Learning finite symmetry groups of dynamical systems via equivariance detection
Pablo Calvo-Barlés, Sergio G. Rodrigo, Luis Martín-Moreno
TL;DR
The paper tackles the challenge of uncovering the full finite symmetry group of nonlinear dynamical systems from trajectory data, without requiring explicit knowledge of the governing equations. It introduces the Equivariance Seeker Model (ESM), a multi-branch neural framework that learns symmetry transformations through an equivariance loss and uses a repetition loss to ensure all $K$ elements are found in a single training run. The method is validated on simple and complex systems (Thomas attractor, Lorenz, Duffing) in both theory-informed and data-driven settings, with branch-removal and a group-metric used to confirm completeness and group properties. The approach enables automatic, data-driven symmetry discovery with practical implications for simplifying dynamical analyses and spectral decompositions, and is made available as open-source code.
Abstract
In this work, we introduce the Equivariance Seeker Model (ESM), a data-driven method for discovering the underlying finite equivariant symmetry group of an arbitrary function. ESM achieves this by optimizing a loss function that balances equivariance preservation with the penalization of redundant solutions, ensuring the complete and accurate identification of all symmetry transformations. We apply this framework specifically to dynamical systems, identifying their symmetry groups directly from observed trajectory data. To demonstrate its versatility, we test ESM on multiple systems in two distinct scenarios: (i) when the governing equations are known theoretically and (ii) when they are unknown, and the equivariance finding relies solely on observed data. The latter case highlights ESM's fully data-driven capability, as it requires no prior knowledge of the system's equations to operate.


Assignment — Write out the data word for word and drop any picture you find.

--- Records supplied ---

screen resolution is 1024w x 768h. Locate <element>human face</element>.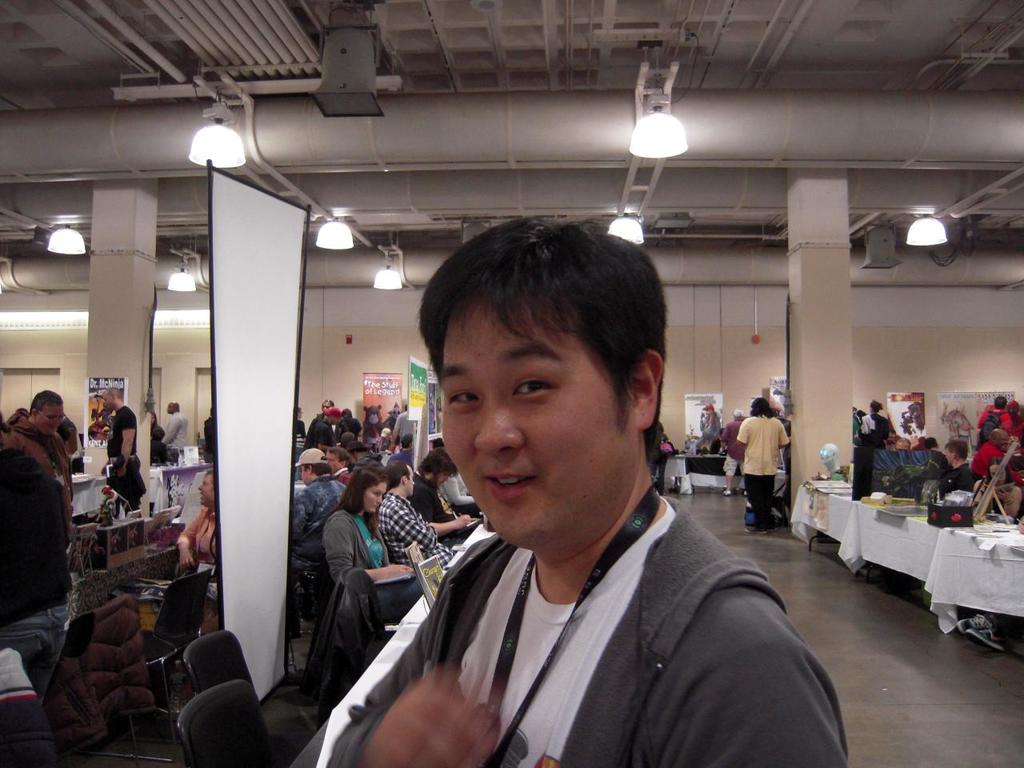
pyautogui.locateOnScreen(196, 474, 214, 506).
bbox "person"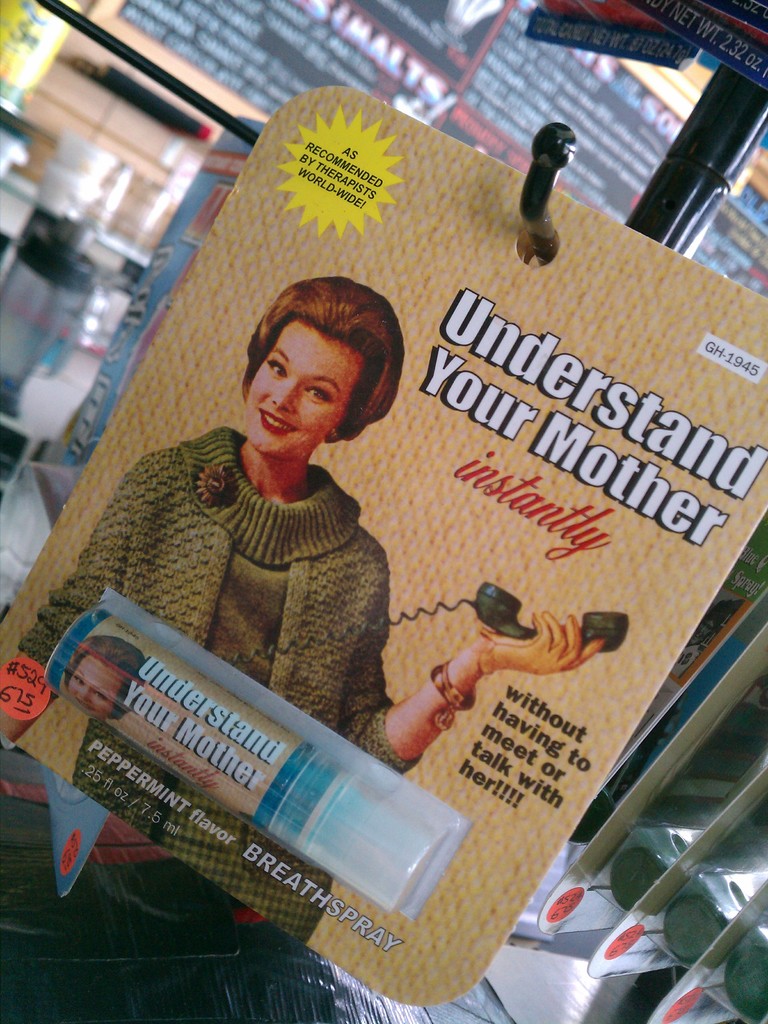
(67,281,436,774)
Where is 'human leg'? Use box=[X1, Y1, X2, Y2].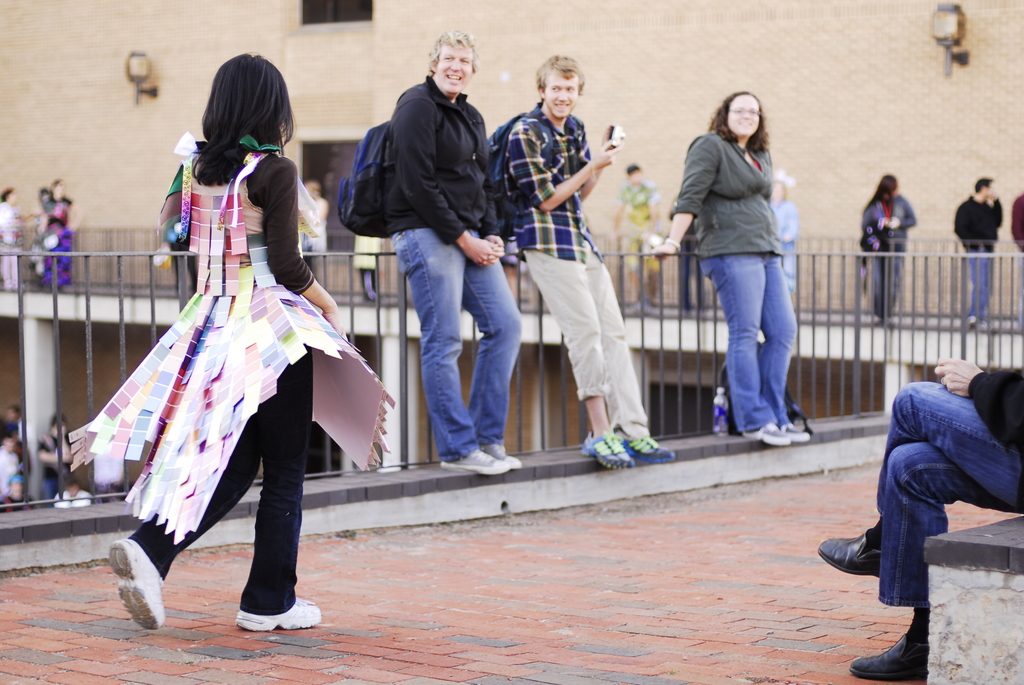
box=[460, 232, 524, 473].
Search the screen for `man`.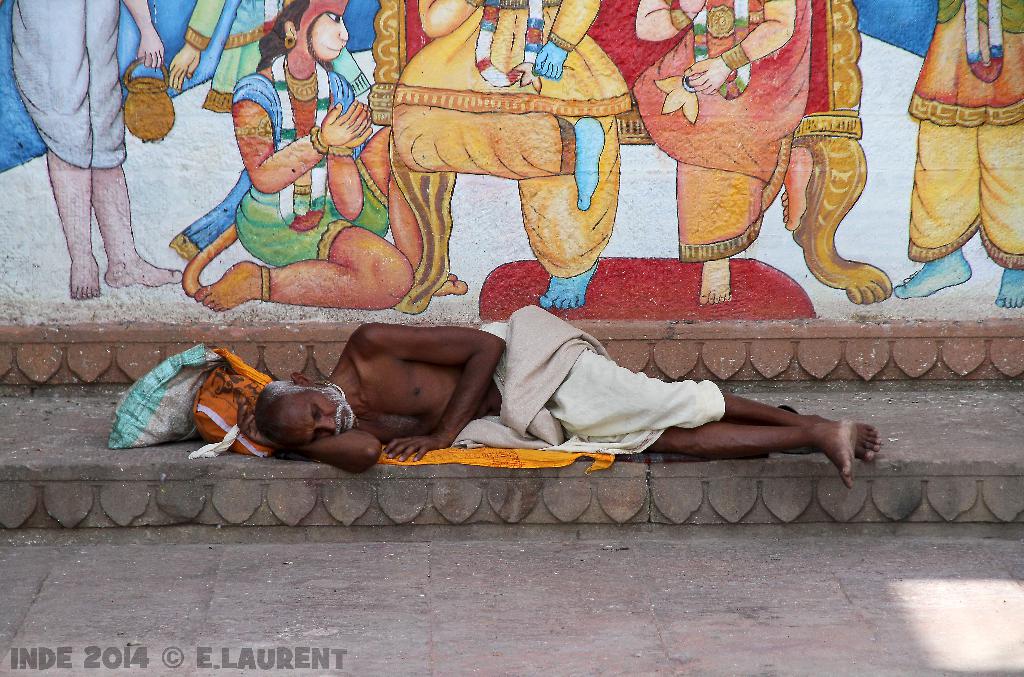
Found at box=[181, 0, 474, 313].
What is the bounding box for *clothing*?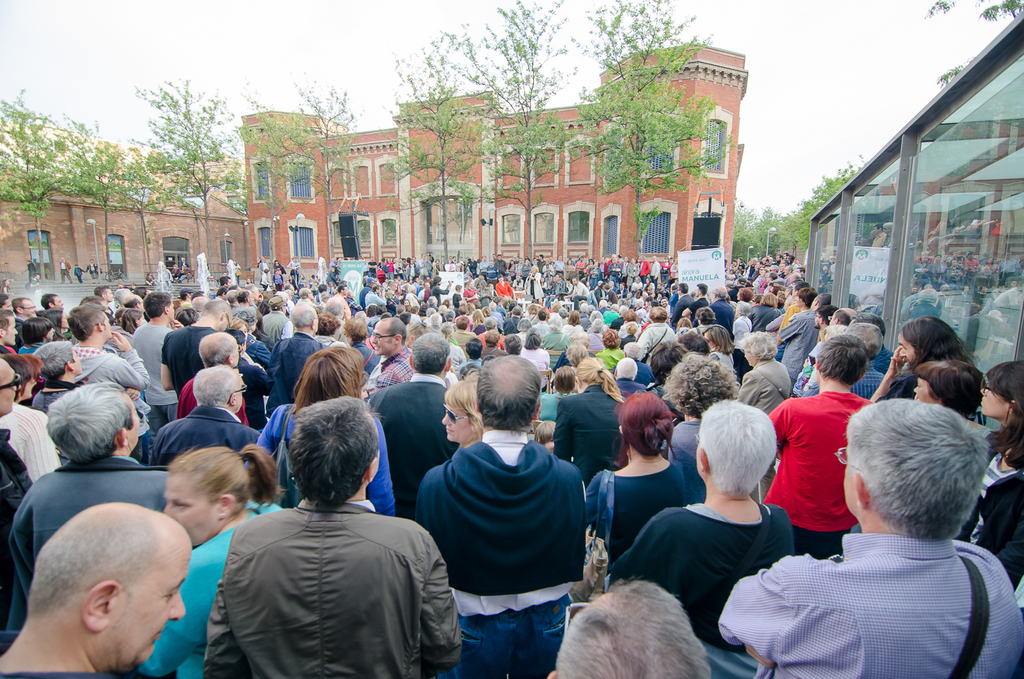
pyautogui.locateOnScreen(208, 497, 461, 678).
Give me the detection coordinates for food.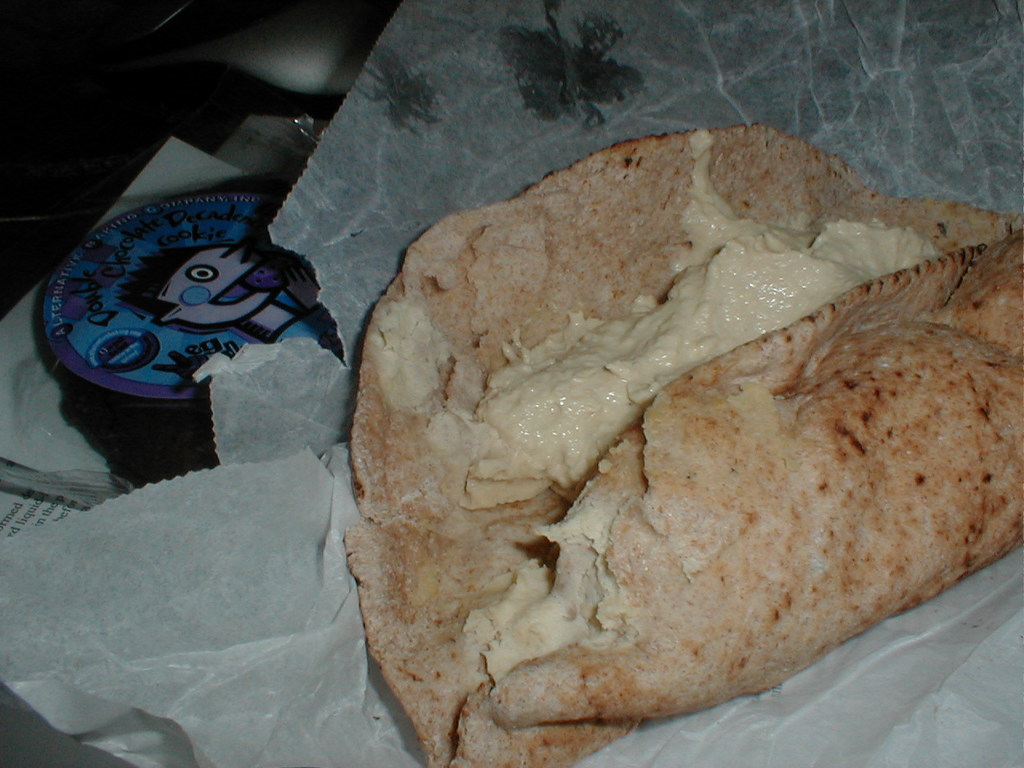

---

Answer section —
screen resolution is 1024w x 768h. Locate <element>human face</element>.
pyautogui.locateOnScreen(196, 474, 214, 506).
bbox "person"
(67,281,436,774)
Where is 'human leg'? Use box=[X1, Y1, X2, Y2].
box=[460, 232, 524, 473].
Search the screen for `man`.
Found at box=[181, 0, 474, 313].
What is the bounding box for *clothing*?
pyautogui.locateOnScreen(208, 497, 461, 678).
Give me the detection coordinates for food.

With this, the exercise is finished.